Skip to main content
Transport properties

Transport properties

Making the most of doping

19 Oct 2005 Isabelle Dumé

The performance of semiconductor devices can be improved by controlling the position of dopants within them according to scientists in Japan. Takahiro Shinada and colleagues at Waseda University in Tokyo were able to reduce the threshold voltage for transistors by implanting dopant ions one by one to form arrays. The technique could also prove useful in efforts to build a silicon-based quantum computer (Nature 437 1128).

Single-ion implanter

Doping generally involves adding impurities to change the electronic properties of semiconducting materials by increasing the number of charge carriers, which can be electrons or “holes”. Although the dopant atoms are randomly dispersed throughout the material, their distribution is assumed to be fairly uniform. However, as the size of semiconductor devices continues to shrink, this uniformity can no longer be taken for granted. Some regions will contain significantly more charge carriers than others, and this will adversely affect the performance of the device.

Shinada and co-workers use a single-ion implantation technique to overcome this problem. A small aperture is used to extract ions from a focussed ion beam and they are directed one by one into a nano-sized region of semiconductor until the required number of dopant atoms have been implanted. The team count the number of ions implanted by detecting secondary electrons.

A wide variety of ions – including beryllium, boron, phosphorus, iron and cobalt – can be implanted with a precision of 60 nm. When the Japanese team implanted phosphorus ions at 30 kilovolts into a 100 nm-wide channel in a transistor, they found that the threshold voltage decreased from -0.4 volts, the value for a conventional device with random doping, to just -0.2 volts. The group says that the improvement is a result of the electrostatic potential in the channel being more uniform due to the ordered distribution of dopant atoms (see figure).

Although the technique is too slow for high-volume chip manufacturing, the team plans to modify the ion beam so that single ions can be implanted with an accuracy of better than 10 nm, which should allow it to make single-atom devices.

“Ordered dopant arrays may enhance the prospects of making single-atoms devices whose properties are governed by individual dopant atoms, such as silicon-based solid-state computers,” Shinada told PhysicsWeb. The team also plans to apply the techniques to biomedical materials.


PROBLEM DETAILS: The answer should contain all of the data, retyped without any alteration.

# # # # # # #

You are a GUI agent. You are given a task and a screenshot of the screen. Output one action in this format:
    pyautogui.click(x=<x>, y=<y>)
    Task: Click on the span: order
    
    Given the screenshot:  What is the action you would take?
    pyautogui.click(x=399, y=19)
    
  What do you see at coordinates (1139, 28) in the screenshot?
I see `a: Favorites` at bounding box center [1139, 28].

# # # # # # #

ANSWER AREA:
You are a GUI agent. You are given a task and a screenshot of the screen. Output one action in this format:
    pyautogui.click(x=<x>, y=<y>)
    Task: Click on the span: order
    
    Given the screenshot:  What is the action you would take?
    pyautogui.click(x=399, y=19)
    
  What do you see at coordinates (1139, 28) in the screenshot?
I see `a: Favorites` at bounding box center [1139, 28].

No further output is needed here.